Seems plenty good enough for a single day, but that’s only a slice. Because Wimbledon keeps the middle Sunday as a rest day, anyone still in the running comes back on Monday — 16 men and 16 women to play fourth-round matches.

Is it too much?

Two-time U.S. Open champion and two-time Wimbledon semifinalist Tracy Austin, working here as an analyst for the BBC, sees good and bad.

“It is a lot of great matches at one time,” she said. “But then you miss some of them, which is a shame. I would like to savor each match.”

Five-time Wimbledon champion Venus Williams, playing Australia’s Jarmila Groth, is consigned to Court 2, and there’s no room on Centre Court for Clijsters and Henin, who are on Court 1.

Andy Roddick, a three-time finalist here and a crowd favorite after last year’s narrow loss to Roger Federer that went to 16-14 in the fifth set, also is relegated to Court 2 for his match against Yen-Hsun Lu of Taiwan.

The wounded Rafael Nadal, seeded No. 2 and the 2008 champion, won’t play until after Clijsters-Henin and then third-seeded Novak Djokovic and 15th-seeded Lleyton Hewitt on Court 1. Maybe that will give Nadal time to nurse his aching right knee, which required treatment during his five-set win Saturday.

“Normally, Kim and Justine would be on Centre Court if they split this up over a couple of days,” Austin said. “That’s a shame.”

The hallowed court has been reserved for a pair of defending champions and Britain’s lone hopeful, and if that’s the only place you sit, you’ll get a full sampling of grass-court greatness, hometown enthusiasm and smashing power.

“It is a very special day,” said Federer, who is first up on Centre Court. “It is hard to pick one day over the other, but the feeling is special at Wimbledon on Monday.”

Federer, who faces off against Austrian Jurgen Melzer, likes being in the first match because he will probably finish his day first too and, if he wins, would have a little extra rest going into the quarterfinals.

Williams and Sharapova are next, squeezed in almost because fans here will most certainly be waiting to bellow for fourth-seeded British fave Andy Murray against American Sam Querrey.

Querrey, who lives in Santa Monica and who played past dusk on Saturday to finish off a five-set third-round win, knows full attention will be on him since all of Britain is rooting for Murray, who is from Scotland.

“Yeah, there is a little extra buzz for this day,” Querrey said.

But will anyone find, say, third-seeded Caroline Wozniacki playing second on Court 2, just after Venus Williams and right before Roddick?

“Well, I don’t know about that,” Wozniacki said Sunday as she walked away after practicing. “There will be a lot of big matches going on, won’t there?”

French Open runner-up and sixth-seeded Robin Soderling might hardly be noticed, third on at Court 12 against ninth-seeded David Ferrer of Spain.

“It’s a busy day, yeah?” Federer said.

Busy enough, or too busy?
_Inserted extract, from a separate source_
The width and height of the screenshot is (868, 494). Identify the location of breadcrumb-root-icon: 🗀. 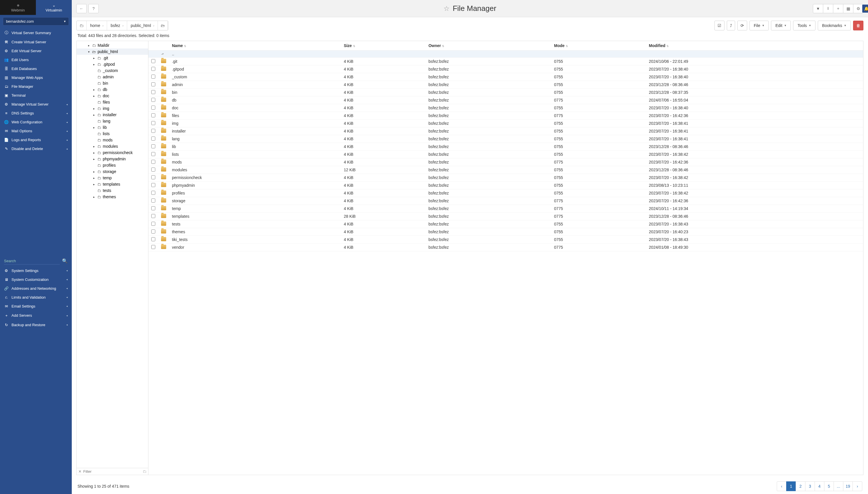
(81, 26).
Depends on where you’re sitting. Lars Jensen, whose face was painted red and to resemble the Danish flag, said he was a Wozniacki fan and had decided to spend Monday waiting in line for a ticket. It’s a tradition that if fans leave early they will drop off their tickets to those in line.

“Maybe someone will get tired early, and I get in,” Jensen said. “That’s my hope.”